Fidget, Dust’s flying nimbat (a mix between a cat and a bat) cohort, has a shrill voice that takes a while to get used to. Dust, meanwhile, speaks with that common-in-games inflection of a teenager who is wise beyond his years. It’s not annoying to listen to, but it did make me roll my eyes. Although, that is nothing compared to some of the townsfolk, who all speak in wildly random cultural accents. The first town had characters that spoke with Australian, Italian, and eastern-European twangs.

I could forgive a lot of that if the story was worth giving a damn about, but it isn’t. It’s a standard hero’s journey. Most story beats are very obvious and swamped in melodrama. Spoiler warning: If you meet someone who is ill in a town with a graveyard…well, you probably know how that quest ends.

The look of the characters is very hit and miss. Everyone in the game is either an anthropomorphic mouse-rabbit-type thingy or lizard. Dust looks cool with his shrouded face and blue, wavy clothing, but I was off-put by Fidget’s design. She has wide hips and an unnatural bustline that gives me the willies. I understand some people are into that (and I’m not judging), but it just made me uncomfortable. A lot of the friendly cast looks like Care Bear rejects. At least most of the enemies — outside of the common grunt types — have an interesting and sinister look.
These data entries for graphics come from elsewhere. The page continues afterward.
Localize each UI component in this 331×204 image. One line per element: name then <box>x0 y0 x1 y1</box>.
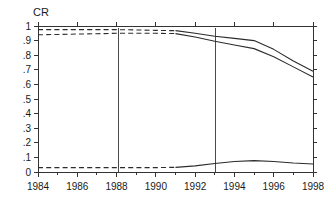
x-tick-label: 1998 <box>302 181 325 192</box>
y-tick-label: .6 <box>23 79 32 90</box>
y-tick-label: .5 <box>23 94 32 105</box>
y-tick-label: .3 <box>23 123 32 134</box>
y-tick-label: 1 <box>25 21 31 32</box>
line-chart: CR 0.1.2.3.4.5.6.7.8.91 1984198619881990… <box>0 0 331 204</box>
y-axis-title: CR <box>33 6 49 18</box>
chart-container: CR 0.1.2.3.4.5.6.7.8.91 1984198619881990… <box>0 0 331 204</box>
y-axis-title-group: CR <box>33 6 49 18</box>
x-tick-label: 1994 <box>223 181 246 192</box>
x-tick-label: 1992 <box>184 181 207 192</box>
y-tick-label: 0 <box>25 167 31 178</box>
y-tick-label: .8 <box>23 50 32 61</box>
y-axis-tick-labels: 0.1.2.3.4.5.6.7.8.91 <box>23 21 32 178</box>
y-tick-label: .4 <box>23 108 32 119</box>
x-tick-label: 1996 <box>263 181 286 192</box>
x-tick-label: 1986 <box>66 181 89 192</box>
x-tick-label: 1990 <box>145 181 168 192</box>
x-tick-label: 1988 <box>105 181 128 192</box>
y-tick-label: .1 <box>23 152 32 163</box>
x-tick-label: 1984 <box>27 181 50 192</box>
y-tick-label: .7 <box>23 64 32 75</box>
y-tick-label: .2 <box>23 137 32 148</box>
y-tick-label: .9 <box>23 35 32 46</box>
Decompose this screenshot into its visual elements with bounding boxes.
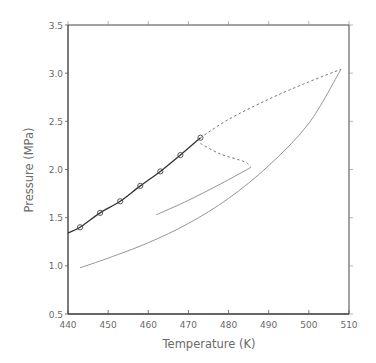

Boring exploration, frustrating platforming, and broken pacing
As fun as the combat is, it buckles under long spells. It’s great in short bursts but fighting enemies is not something I wanted to do for an hour straight. It doesn’t have enough variety, so it gets very repetitive. Humble Hearts realized this and attempted to break up the combat sections with exploration, platforming, and challenge arenas.

This is where the game comes unglued. The exploration is boring. As Dust collects more abilities, he has the ability to find more secrets. It’s something that props up an entire genre of Metroids and Castlevanias, but it doesn’t have the same effect here. Where Super Metroid feels exquisitely planned out, Dust’s exploration feels slapped together. I was never proud of myself for figuring out where something was, I simply went through the dull motions.

The platforming is something that suffers in comparison to the combat. When the protagonist really gets going with his attacks, he zooms across the screen like a locomotive. It feels magical. Jumping over spikes, on the other hand, feels inaccurate and silly — especially when those spikes can cause such massive damage.

It’s all very boring, and it destroys the pacing.

CONCLUSION

Dust: An Elysian Tail is a pleasure to look at. The combat is deep and highly kinetic, but the rest of the game can’t keep up with that energy. What’s left is an inconsistent and sometimes boring product that doesn’t live up to its potential.

Perhaps if you want something visually appealing and you have a weakness for anthropomorphic characters and predictable stories, then maybe this is right for you. For everyone else, your time is best spent with something else.

Score: 65/100

The publisher provided GamesBeat with a downloadable code for the purposes of this review. Dust: An Elysian Tail will hit Xbox Live Arcade on August 15.